SpaceX’s initial design for its $2.9 billion NASA Human Landing System (HLS) ship to land astronauts on the Moon is revealed.
SpaceX’s initial design for its $2.9 billion NASA Human Landing System (HLS) ship to land astronauts on the Moon is revealed.
SpaceX will attempt to transfer propellant from one orbiting Starship to another as early as next March, a technical milestone that will pave the way for an uncrewed landing demonstration of a Starship on the moon, a NASA official said this week.
Much has been made of Starship’s potential to transform the commercial space industry, but NASA is also hanging its hopes that the vehicle will return humans to the moon under the Artemis program. The space agency awarded the company a $4.05 billion contract for two human-rated Starship vehicles, with the upper stage (also called Starship) landing astronauts on the surface of the moon for the first time since the Apollo era.

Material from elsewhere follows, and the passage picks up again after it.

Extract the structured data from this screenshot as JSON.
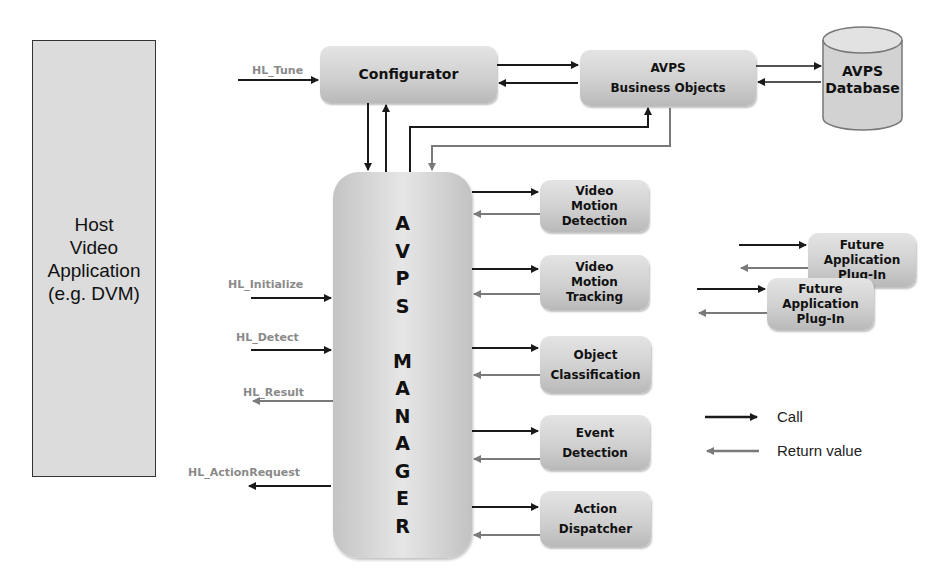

The crewed landing is currently scheduled for September 2026.
Kent Chojnacki, deputy manager of NASA’s Human Landing System (HLS) program, provided more detail on exactly how the agency is working with the space company as it looks toward that critical mission in an interview with Spaceflight Now. It will come as no surprise that NASA is paying close attention to Starship’s test campaign, which has notched five launches so far.
To prepare for NASAs 31st SpaceX commercial resupply mission, four crew members aboard the International Space Station (ISS) will relocate the SpaceX Crew-9 Dragon spacecraft to a new docking port on Sunday, November 3.

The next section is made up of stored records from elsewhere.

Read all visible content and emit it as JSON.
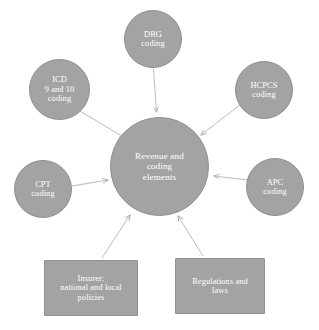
{
  "diagram": {
    "type": "hub-and-spoke",
    "background_color": "#ffffff",
    "node_fill_color": "#a3a3a3",
    "node_border_color": "#909090",
    "node_text_color": "#ffffff",
    "edge_color": "#b5b5b5",
    "center": {
      "id": "center",
      "shape": "circle",
      "label": "Revenue and\ncoding\nelements"
    },
    "nodes": [
      {
        "id": "drg",
        "shape": "circle",
        "label": "DRG\ncoding"
      },
      {
        "id": "icd",
        "shape": "circle",
        "label": "ICD\n9 and 10\ncoding"
      },
      {
        "id": "hcpcs",
        "shape": "circle",
        "label": "HCPCS\ncoding"
      },
      {
        "id": "cpt",
        "shape": "circle",
        "label": "CPT\ncoding"
      },
      {
        "id": "apc",
        "shape": "circle",
        "label": "APC\ncoding"
      },
      {
        "id": "insurer",
        "shape": "rectangle",
        "label": "Insurer:\nnational and local\npolicies"
      },
      {
        "id": "regulations",
        "shape": "rectangle",
        "label": "Regulations and\nlaws"
      }
    ],
    "edges": [
      {
        "from": "drg",
        "to": "center",
        "direction": "to-center"
      },
      {
        "from": "icd",
        "to": "center",
        "direction": "to-center"
      },
      {
        "from": "hcpcs",
        "to": "center",
        "direction": "to-center"
      },
      {
        "from": "cpt",
        "to": "center",
        "direction": "to-center"
      },
      {
        "from": "apc",
        "to": "center",
        "direction": "to-center"
      },
      {
        "from": "insurer",
        "to": "center",
        "direction": "to-center"
      },
      {
        "from": "regulations",
        "to": "center",
        "direction": "to-center"
      }
    ]
  }
}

Live coverage will begin at 6:15 a.m. EST on NASA+ and continue through docking completion. NASA content can also be accessed through various platforms, including social media.

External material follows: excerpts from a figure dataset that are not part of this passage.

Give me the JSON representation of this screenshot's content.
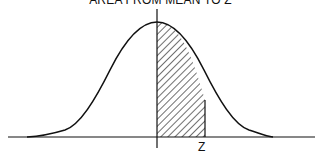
{
  "diagram": {
    "title": "AREA FROM MEAN TO Z",
    "z_label": "Z",
    "colors": {
      "stroke": "#111111",
      "background": "#ffffff"
    }
  }
}
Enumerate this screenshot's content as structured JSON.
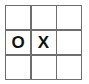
{
  "board": {
    "title": "Tic-Tac-Toe Board",
    "rows": 3,
    "columns": 3,
    "grid_line_color": "#6e6e6e",
    "cell_background": "#ffffff",
    "mark_color": "#111111",
    "page_background": "#ffffff",
    "cells": [
      {
        "id": "cell-r1c1",
        "row": 1,
        "column": 1,
        "mark": ""
      },
      {
        "id": "cell-r1c2",
        "row": 1,
        "column": 2,
        "mark": ""
      },
      {
        "id": "cell-r1c3",
        "row": 1,
        "column": 3,
        "mark": ""
      },
      {
        "id": "cell-r2c1",
        "row": 2,
        "column": 1,
        "mark": "O"
      },
      {
        "id": "cell-r2c2",
        "row": 2,
        "column": 2,
        "mark": "X"
      },
      {
        "id": "cell-r2c3",
        "row": 2,
        "column": 3,
        "mark": ""
      },
      {
        "id": "cell-r3c1",
        "row": 3,
        "column": 1,
        "mark": ""
      },
      {
        "id": "cell-r3c2",
        "row": 3,
        "column": 2,
        "mark": ""
      },
      {
        "id": "cell-r3c3",
        "row": 3,
        "column": 3,
        "mark": ""
      }
    ]
  }
}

At 6:35 a.m., NASA astronauts Nick Hague, Suni Williams, and Butch Wilmore, along with Roscosmos cosmonaut Aleksandr Gorbunov, will undock the spacecraft from the forward-facing port of the ISS Harmony module. By 7:18 a.m., they plan to redock it at the module’s space-facing port.
Coverage of the NASA/SpaceX Crew-9 Dragon Relocation from the forward port of the Harmony module at the International Space Station to the zenith port (Hague, Gorbunov, Williams, Wilmore; undocking scheduled at 6:35 a.m. EST, redocking scheduled at 7:18 a.m. EST)
NASA reconnected with Voyager 1, 15 billion miles away, after a sudden shutdown. Engineers face challenges maintaining this 47-year-old spacecraft’s interstellar mission.
NASA and SpaceX are targeting 9:29 p.m. EST, Monday, Nov. 4, for the next launch to deliver science investigations, supplies, and equipment to the International Space Station. This is the 31st SpaceX commercial resupply services mission to the orbital laboratory for the agency.
Filled with nearly 6,000 pounds of supplies, a SpaceX Dragon spacecraft on a Falcon 9 rocket will lift off from Launch Complex 39A at NASA’s Kennedy Space Center in Florida.
Live launch coverage will begin at 9:10 p.m. on NASA+ and the agency’s website. Learn how to watch NASA content through a variety of platforms, including social media.
BEIJING, Oct 29 — A Chinese aerospace company has completed a successful test flight of a prototype for a supersonic commercial transport plane that aims to travel at Mach 4, which is twice as fast as the retired Concorde.
Beijing-based Space Transportation, also known as Lingkong Tianxing Technology, announced on Sunday that its Yunxing prototype had flown successfully the day before.
In a report by South China Morning Post, the company said it plans to conduct an additional assessment of its engine technology in November.
Solar cells could be printed out like newspapers after Australia’s leading science organisation opened a $6.8 million facility dedicated to flexible solar technology.
The CSIRO launched its state-of-the-art Printed Photovoltaic Facility in south-east Melbourne on Wednesday, following more than 15 years of research into the renewable energy technology.
Researchers said printed, flexible photovoltaic cells could not only lower the cost of solar energy but could be used to deliver power in challenging areas such as space exploration, defence and disaster recovery.
NASA plans to send crewed missions to Mars over the next decade—but the 140 million-mile (225 million-kilometer) journey to the red planet could take several months to years round trip.
This relatively long transit time is a result of the use of traditional chemical rocket fuel. An alternative technology to the chemically propelled rockets the agency develops now is called nuclear thermal propulsion, which uses nuclear fission and could one day power a rocket that makes the trip in just half the time.
Nuclear fission involves harvesting the incredible amount of energy released when an atom is split by a neutron. This reaction is known as a fission reaction. Fission technology is well established in power generation and nuclear-powered submarines, and its application to drive or power a rocket could one day give NASA a faster, more powerful alternative to chemically driven rockets.
A colossal structure in the distant Universe is defying our understanding of how the Universe evolved. In light that has traveled for 6.9 billion years to reach us, astronomers have found a giant, almost perfect ring of galaxies, some 1.3 billion light-years in diameter. It doesn’t match any known structure or formation mechanism.